Create a file src/app/api/token/route.ts and add the following code:

import { AccessToken } from 'livekit-server-sdk';
export async function GET(request: Request) {
const roomName = Math.random().toString(36).substring(7);
const apiKey = process.env.LIVEKIT_API_KEY;
const apiSecret = process.env.LIVEKIT_API_SECRET;
const at = new AccessToken(apiKey, apiSecret, {identity: "human_user"});
at.addGrant({
room: roomName,
roomJoin: true,
canPublish: true,
canPublishData: true,
canSubscribe: true,
});
return Response.json({ accessToken: await at.toJwt(), url: process.env.LIVEKIT_URL });
}

This sets up an API endpoint to generate LiveKit access tokens.

6. Create the UI

Create a file src/app/page.tsx and add the following code:

'use client';
import {
LiveKitRoom,
RoomAudioRenderer,
useLocalParticipant,
} from '@livekit/components-react';
import { useState } from "react";
export default () => {
const [token, setToken] = useState<string | null>(null);
const [url, setUrl] = useState<string | null>(null);
return (
<>
<main>
{token === null ? (<button onClick={async () => {
const {accessToken, url} = await fetch('/api/token').then(res => res.json());
setToken(accessToken);
setUrl(url);
}}>Connect</button>) : (
<LiveKitRoom
token={token}
serverUrl={url}
connectOptions={{autoSubscribe: true}}
>
<ActiveRoom />
</LiveKitRoom>
)}
</main>
</>
);
};
const ActiveRoom = () => {
const { localParticipant, isMicrophoneEnabled } = useLocalParticipant();
return (
<>
<RoomAudioRenderer />
<button onClick={() => {
localParticipant?.setMicrophoneEnabled(!isMicrophoneEnabled)
}}>Toggle Microphone</button>
<div>Audio Enabled: { isMicrophoneEnabled ? 'Unmuted' : 'Muted' }</div>
</>
);
};

This sets up the main page component that renders the VideoConference UI.
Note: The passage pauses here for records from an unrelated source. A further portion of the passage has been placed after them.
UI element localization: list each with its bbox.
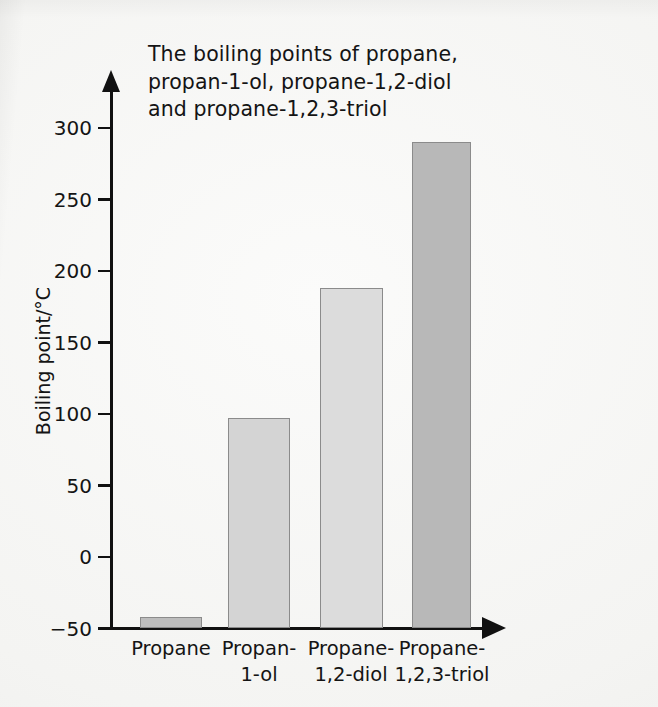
- y-axis-tick-mark: [98, 341, 111, 344]
- chart-figure: The boiling points of propane, propan-1-…: [0, 0, 658, 707]
- y-axis-tick-label: 150: [26, 333, 92, 353]
- bar-propan-1-ol: [228, 418, 290, 628]
- y-axis-tick-label: 200: [26, 261, 92, 281]
- y-axis-tick-mark: [98, 198, 111, 201]
- bar-propane-1-2-3-triol: [412, 142, 471, 628]
- y-axis-tick-mark: [98, 127, 111, 130]
- y-axis-tick-label: 300: [26, 118, 92, 138]
- chart-title: The boiling points of propane, propan-1-…: [148, 41, 508, 124]
- y-axis-tick-label: −50: [26, 619, 92, 639]
- y-axis-tick-label: 50: [26, 476, 92, 496]
- x-axis-label-propane-1-2-3-triol: Propane- 1,2,3-triol: [374, 636, 510, 688]
- y-axis-tick-mark: [98, 627, 111, 630]
- y-axis-tick-label: 100: [26, 404, 92, 424]
- y-axis-line: [110, 88, 113, 630]
- y-axis-tick-mark: [98, 270, 111, 273]
- y-axis-tick-mark: [98, 556, 111, 559]
- bar-propane: [140, 617, 202, 628]
- y-axis-tick-mark: [98, 413, 111, 416]
- y-axis-tick-mark: [98, 484, 111, 487]
- y-axis-tick-label: 0: [26, 547, 92, 567]
- y-axis-tick-label: 250: [26, 190, 92, 210]
- bar-propane-1-2-diol: [320, 288, 383, 628]
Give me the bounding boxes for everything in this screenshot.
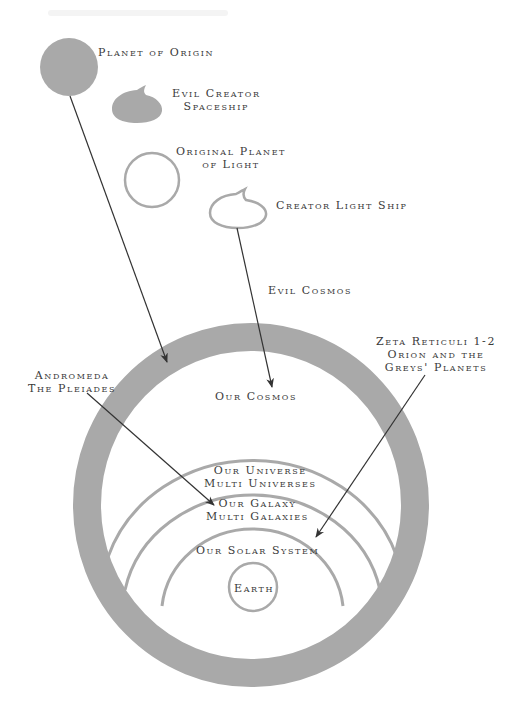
label-evil-creator-spaceship: Evil Creator Spaceship [172,87,261,113]
label-our-galaxy: Our Galaxy Multi Galaxies [206,497,309,523]
cosmology-diagram: Planet of Origin Evil Creator Spaceship … [0,0,509,705]
label-evil-cosmos: Evil Cosmos [268,284,352,297]
label-andromeda: Andromeda The Pleiades [28,369,116,395]
label-zeta-reticuli: Zeta Reticuli 1-2 Orion and the Greys' P… [376,335,496,374]
original-planet-of-light-shape [125,153,179,207]
label-our-cosmos: Our Cosmos [215,390,297,403]
label-planet-of-origin: Planet of Origin [98,46,214,59]
arrow-origin-to-ring [70,96,167,362]
label-creator-light-ship: Creator Light Ship [276,199,408,212]
label-our-solar-system: Our Solar System [196,544,319,557]
arrow-lightship-to-cosmos [237,228,272,387]
label-our-universe: Our Universe Multi Universes [204,464,317,490]
evil-spaceship-shape [112,85,162,123]
label-earth: Earth [234,582,274,595]
label-original-planet-of-light: Original Planet of Light [176,145,286,171]
planet-of-origin-shape [40,38,98,96]
creator-light-ship-shape [210,189,266,228]
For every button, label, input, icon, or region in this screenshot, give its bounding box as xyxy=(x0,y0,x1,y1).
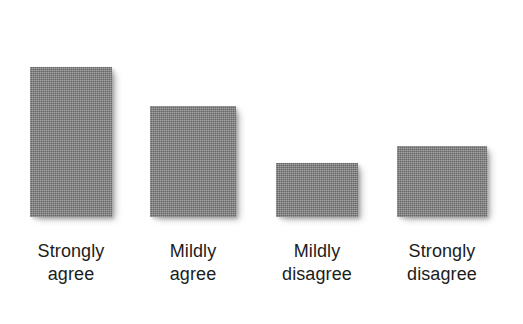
bar-group-strongly-agree[interactable]: 38% Strongly agree xyxy=(30,0,112,324)
category-label-line2: disagree xyxy=(254,263,380,286)
bar-group-mildly-agree[interactable]: 28% Mildly agree xyxy=(150,0,236,324)
category-label-line1: Mildly xyxy=(128,240,258,263)
bar-mildly-disagree[interactable] xyxy=(276,163,358,217)
category-label-strongly-agree: Strongly agree xyxy=(8,240,134,286)
plot-area: 38% Strongly agree 28% Mildly agree 13% … xyxy=(0,0,523,324)
bar-strongly-agree[interactable] xyxy=(30,67,112,217)
bar-strongly-disagree[interactable] xyxy=(397,146,487,217)
category-label-line1: Strongly xyxy=(8,240,134,263)
category-label-mildly-disagree: Mildly disagree xyxy=(254,240,380,286)
bar-chart: 38% Strongly agree 28% Mildly agree 13% … xyxy=(0,0,523,324)
category-label-line2: agree xyxy=(128,263,258,286)
bar-mildly-agree[interactable] xyxy=(150,106,236,217)
category-label-strongly-disagree: Strongly disagree xyxy=(375,240,509,286)
bar-group-strongly-disagree[interactable]: 18% Strongly disagree xyxy=(397,0,487,324)
category-label-line2: agree xyxy=(8,263,134,286)
category-label-line2: disagree xyxy=(375,263,509,286)
bar-group-mildly-disagree[interactable]: 13% Mildly disagree xyxy=(276,0,358,324)
category-label-mildly-agree: Mildly agree xyxy=(128,240,258,286)
category-label-line1: Strongly xyxy=(375,240,509,263)
category-label-line1: Mildly xyxy=(254,240,380,263)
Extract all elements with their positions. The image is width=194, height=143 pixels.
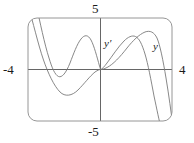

7. Run the frontend application

In your terminal, run:

npm run dev

This starts the app on localhost:3000.

8. Talk with the AI-powered agent

Once you have the server agent and frontend application up and running, you can start talking to the agent, asking questions, or discussing any topic you'd like. When you join a room through the web UI, an agent job request is automatically sent to your worker. The worker accepts the job, and an AI-powered agent joins the room, ready to engage in conversation. The agent will listen for your voice, process your speech using Deepgram's speech-to-text (STT) technology, generate responses with OpenAI's advanced language models, and reply to you verbally using the text-to-speech (TTS) service from OpenAI.